The Noisy Shout Bird of Western Au- stralia, after years of 'extinction', has recently been found living quietly a few miles out of Perth. As humans congregated more and more in the cities, these agree- able creatures have been able to get on with their shouting unremarked. Why, oh why, do we assume them extinct? Why are great efforts being made to save an unusual toad in Majorca which was discovered there only in 1981, but had been living on that crowded island for many thousands of years unobserved? Why should it now be assumed to be threatened? Exactly the same question should be asked about the American black-footed prairie .ferret, which has recently been the subject of a $3 million rescue attempt when, after being declared extinct, a small colony was disco- vered. The truth would appear to be that being nocturnal and living underground, the black-footed prairie ferret can get along perfectly well on its own, without the benefit of these demented Bookerites.

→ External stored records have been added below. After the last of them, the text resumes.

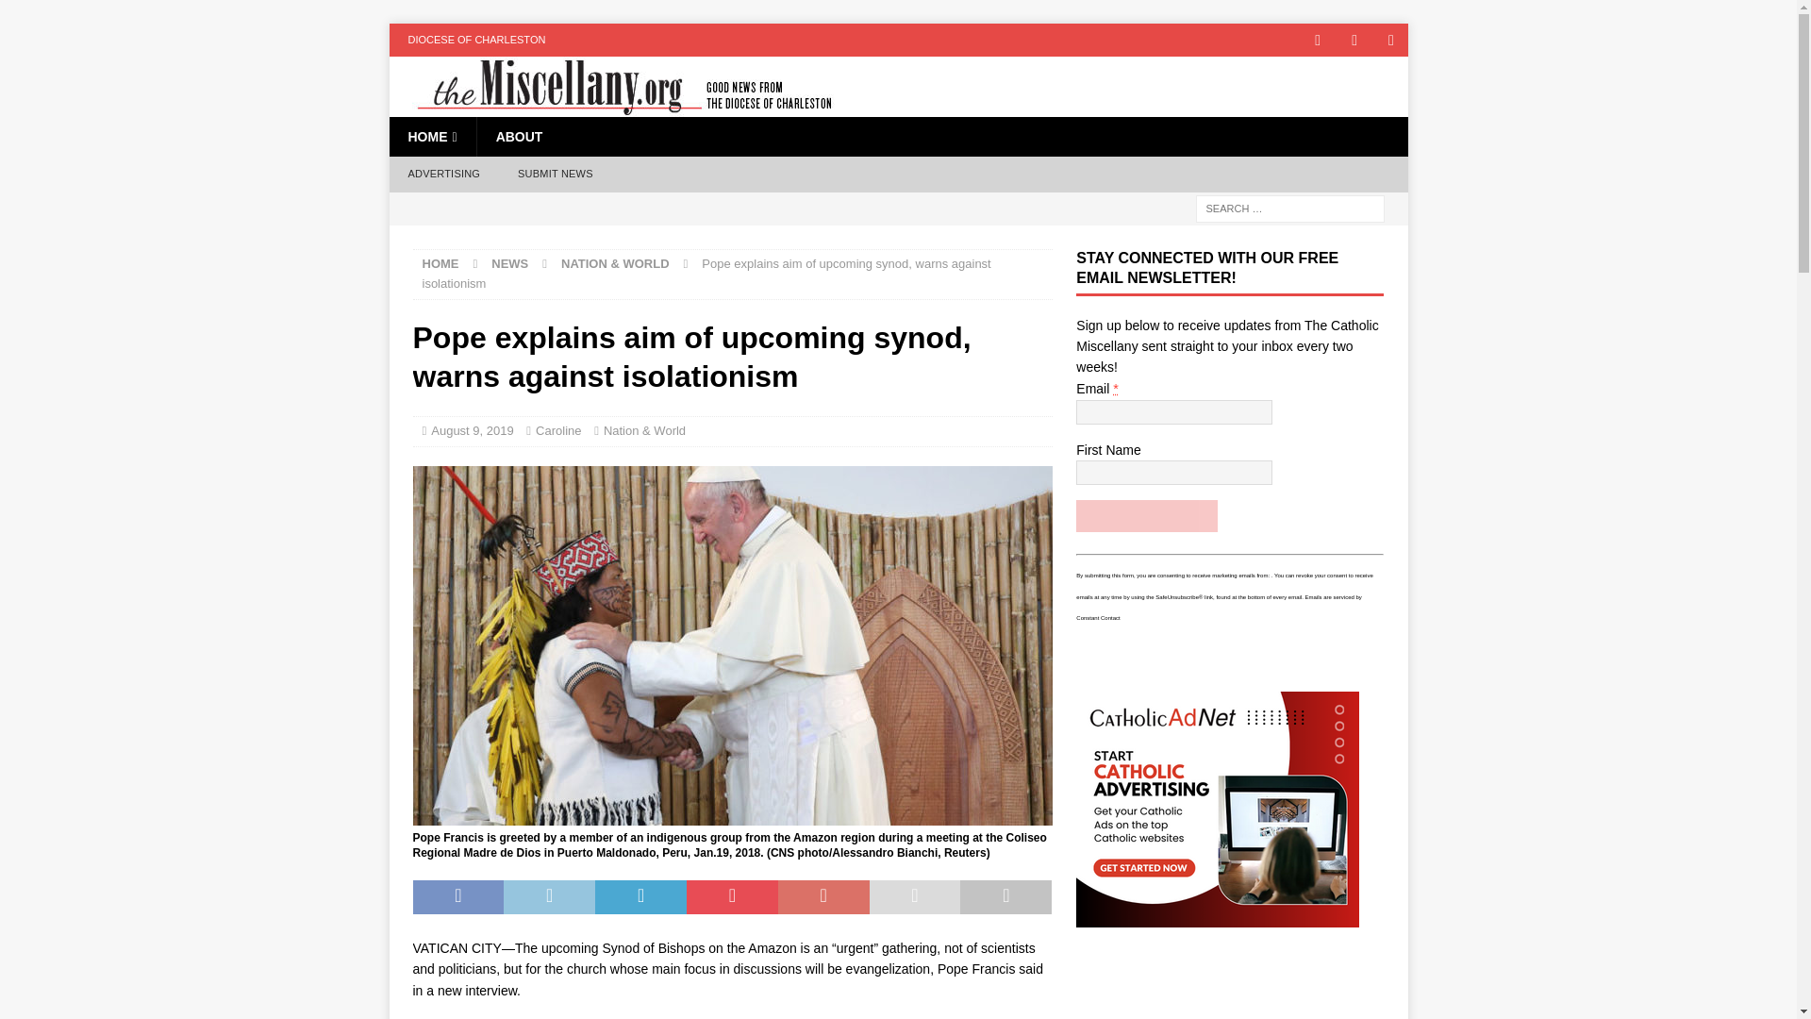 The height and width of the screenshot is (1019, 1811). Describe the element at coordinates (555, 174) in the screenshot. I see `SUBMIT NEWS` at that location.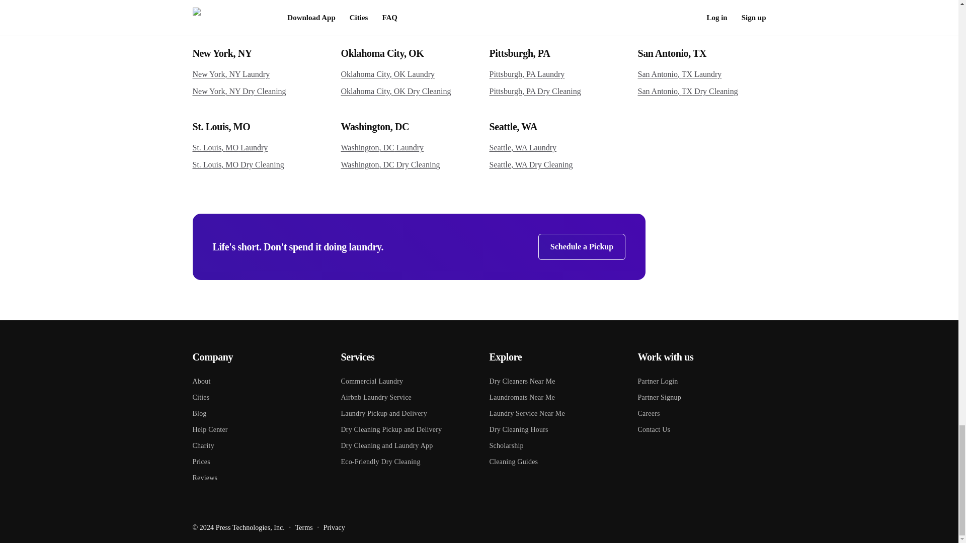 The width and height of the screenshot is (966, 543). Describe the element at coordinates (257, 74) in the screenshot. I see `New York, NY Laundry` at that location.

All these statements of imminent extinc- tion rely on what are admitted to be rough guesses by naturalists who certainly have an interest in stirring up the slumbering Bookerite in us all. Tigers, recently re- duced on a 'rough guess' to 1,400 in the entire sub-continent, have recently been terrorising the Sunderlands (not an ex- patriate couple, I deduce, but a region in India where the inhabitants had every reason to hope they would not be terror- ised by man-eating tigers). . . . I could go on for a long time, and D. R. Reid does so. His explanation is an alarming one.

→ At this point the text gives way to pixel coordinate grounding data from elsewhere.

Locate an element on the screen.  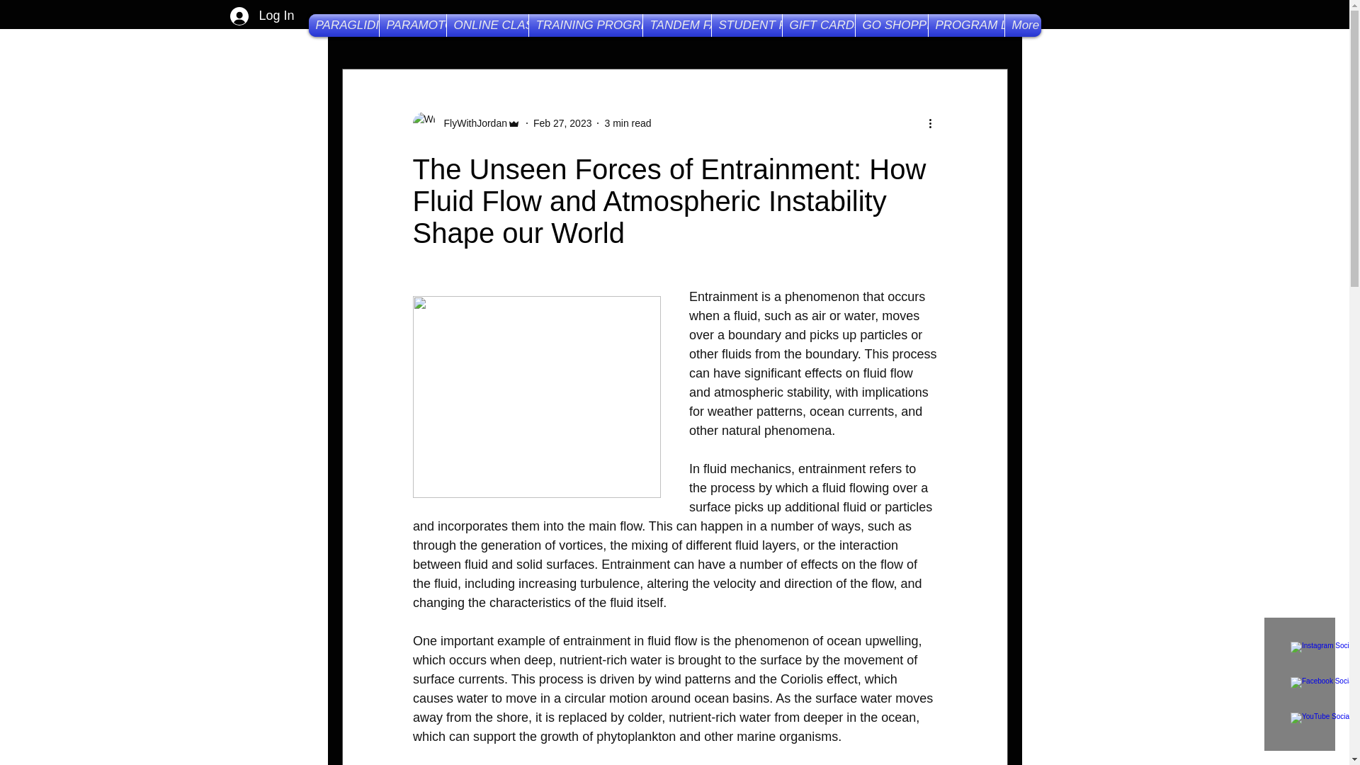
Paramotor is located at coordinates (786, 25).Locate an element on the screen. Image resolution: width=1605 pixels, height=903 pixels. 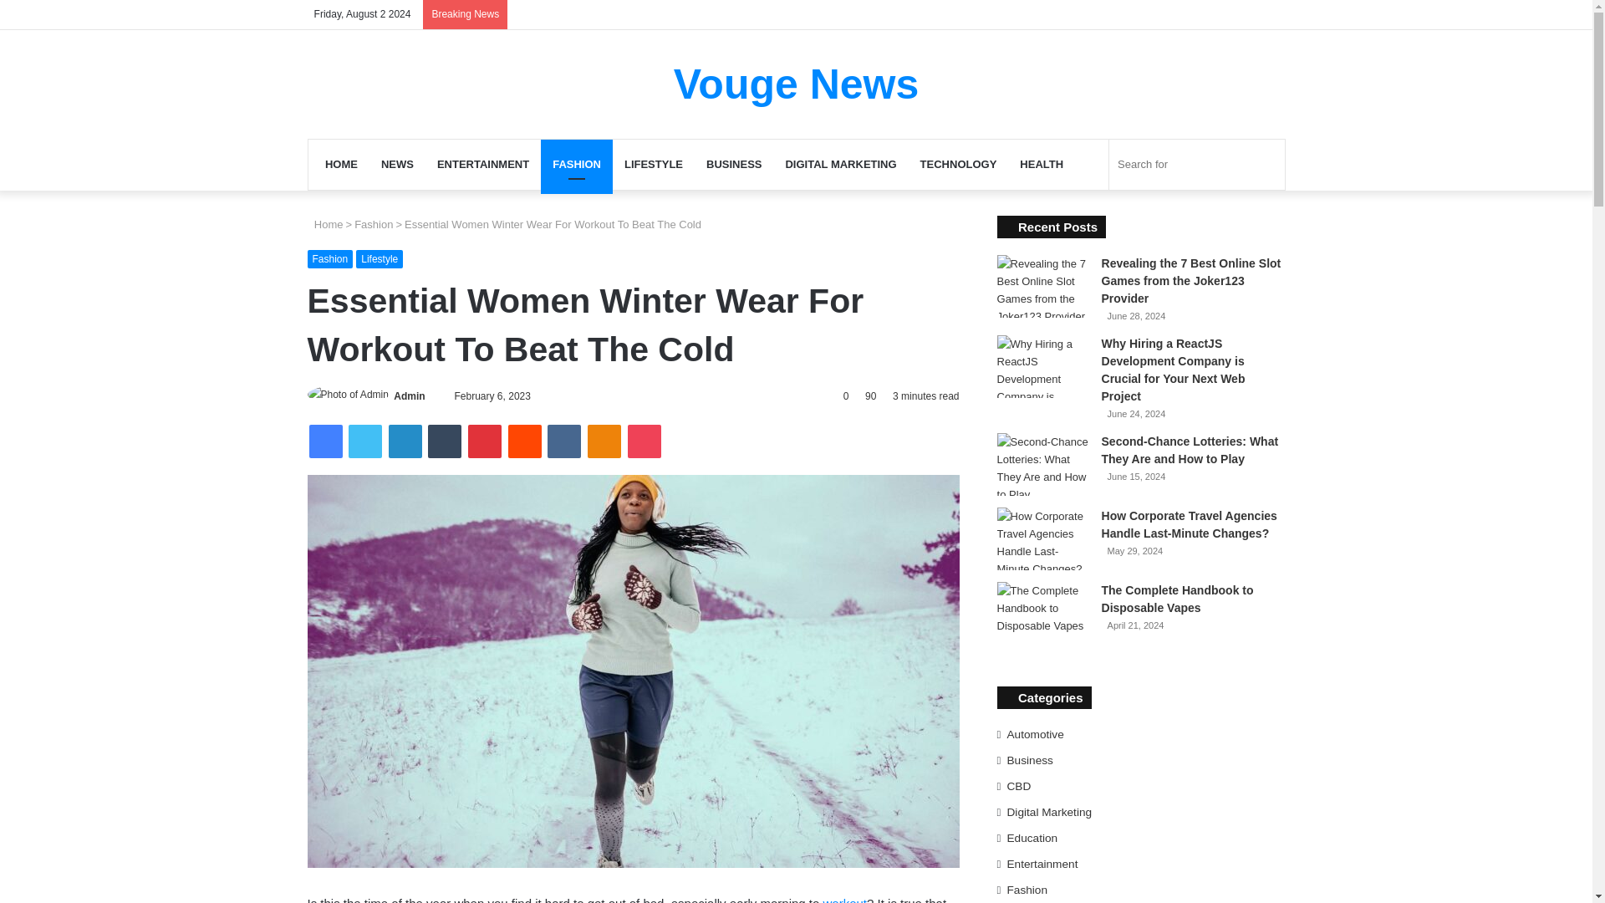
BUSINESS is located at coordinates (734, 164).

Although the Crystal Palace McDo- nald's, which he frequents, has had a workforce with representatives, in their time, from the following African tribes: Luo, Kikuyu, Ibibio, Yoruba, Fanti, Ijaw, Mende, Ashanti and Ga — he has never met an African who was remotely con- cerned about the extinction of a species. President Moi of Kenya must be unique, unless he is putting it on for the benefit of the Bookerites. Only the white races are remotely interested in the subject, hyster- ically inventing more and more species which require their officious concern. Mr Reid sees an unconscious motivation in all this, arising from a suppressed awareness that whatever may be happening to the okapi or extraordinary Majorcan toad, it is the blond, blue-eyed white races of Europe — what he calls the Nordic sub-race which, through its inability to breed at replacement level and its propensity to intermarry with the dominant genes of the dark-haired, brown-eyed south, which faces extinction within little over a hundred years.

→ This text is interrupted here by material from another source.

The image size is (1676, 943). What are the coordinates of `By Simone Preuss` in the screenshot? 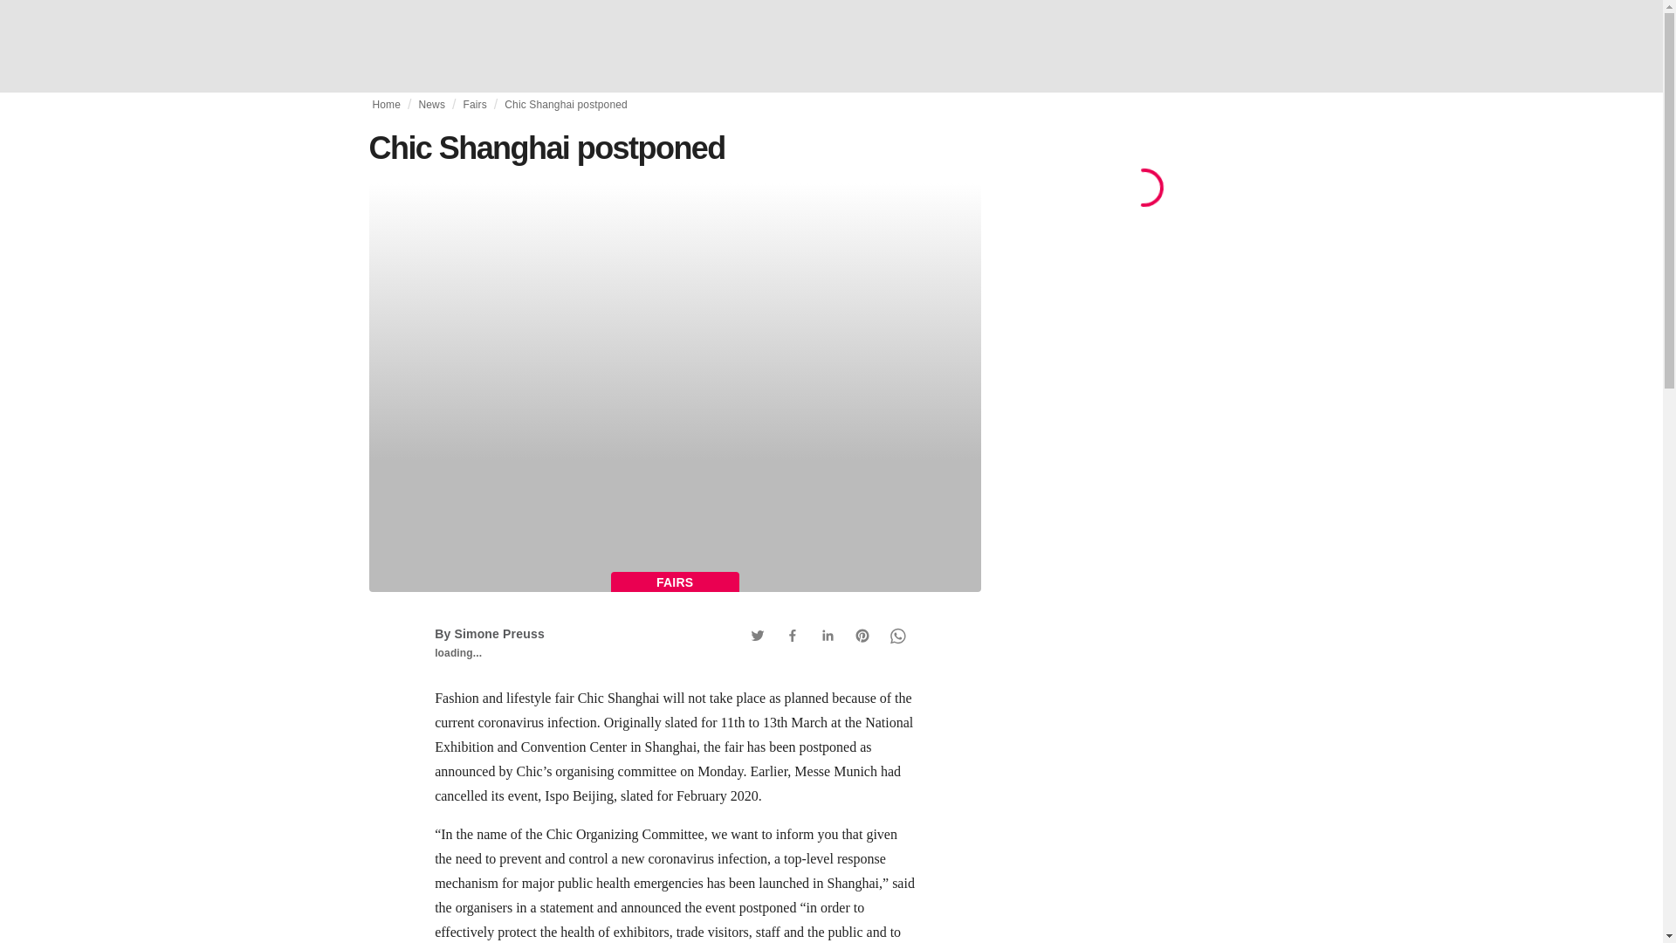 It's located at (489, 634).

On the question of the white races' refusal to breed at replacement level, he is plainly correct. Western Europe in general — and West Germany in particular — is already below the replacement level before the great pill and abortion explosion of the 1970s. In fact a united Germany of 80 million citizens represents very little threat to anybody. Germany's birth-rate peaked before the first world war. It now has the lowest birth-rate in the world (says D. R. Reid) and will soon be a small nation of mumbling geriatrics.
The number of blonds in England, he says, has fallen from 65 per cent in 1925 to 10 per cent today. In the army's records of the Great War, we will find that the vast majority of soldiers were blond with blue or grey eyes. That is as it may be. Perhaps we will have to make do with brunettes. But I do feel that we should encourage the younger generation to take less interest in extraordinary Majorcan toads, more in having babies.